INTERNATIONAL WORKSHOP ON OIL DEPLETION Uppsala, Sweden, May 23-25, 2002 Organised by Uppsala University and ASPO,the Association for the Study of Peak Oil |
Building Limited Fossil Energy Supplies into the World
Monetary System
by Richard Douthwaite. My paper will open by telling how the use of fossil energy started to change the way people lived when sea coal, collected on the beaches of Northumberland, began to be shipped to London to be burned to relieve a growing scarcity of fuelwood there caused by the expanding population.. That seemingly harmless step initiated a chain of events which led to increased populations around the world, industrialisation, urbanisation and a massive increase in the complexity of life as measured in terms of the number of different jobs people do or the range of artifacts they produced. The paper will then look at how the economic system which emerged as a result of this increased fossil energy use will have to be modified to cope with a steadily declining fossil fuel output whether this decline is a result of restrictions imposed to slow climate change or because of resource depletion. Historically, there has been a very close link between gross global product and fossil energy use and the current economic system needs to grow continually, consuming increasing amounts of energy, if it is not to collapse. This system will therefore find it very difficult to cope with lower levels of fossil fuel use unless renewable energy sources can not only make up for the decline in fossil fuel production but can also provide the additional energy an expanding economy requires. I will review several studies which suggest that renewables will be inadequate for this task. The paper will argue that the reason the global economy
has to expand each year is primarily due to its debt-based money system.

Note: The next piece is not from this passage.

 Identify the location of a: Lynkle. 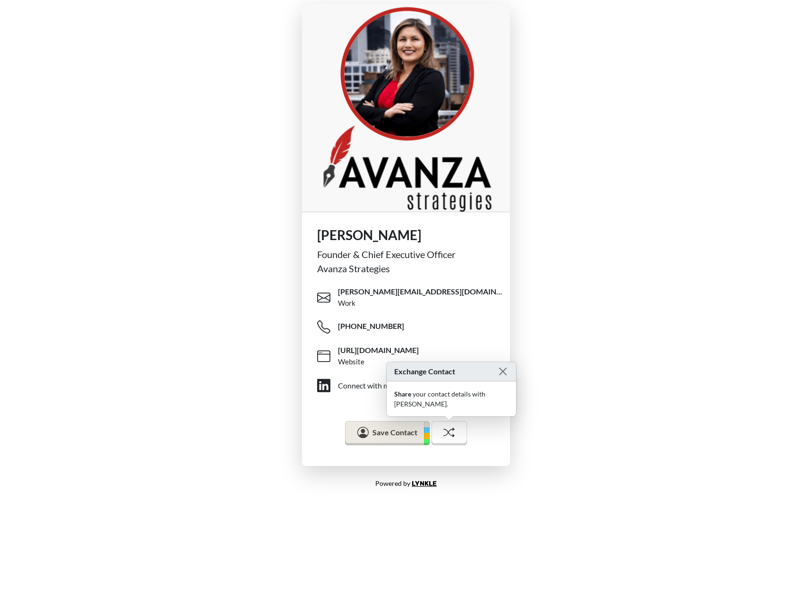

If the economy does not expand, less borrowing is undertaken, the overall
amount of debt falls and the money supply shrinks, causing economic activity
to fall and setting off a positive feedback loop which pushes the economy
deeper and deeper into depression. I will suggest that a non-debt-based
international money system based on carbon dioxide emissions rights would
be the best way of ensuring that the global economy keeps within resource
and environmental constraints, while allowing individual countries and
districts to continue to develop their local economies to the extent that
they are able to do so using renewable sources of power. The paper will
explain how such a system, by limiting world fossil energy demand, would
prevent the oil and gas-producing countries from reaping massive profits
from the growing scarcity. Instead, the financial proceeds of the competition
in international markets to secure the dwindling supplies would be redistributed
on an equitable basis throughout the world.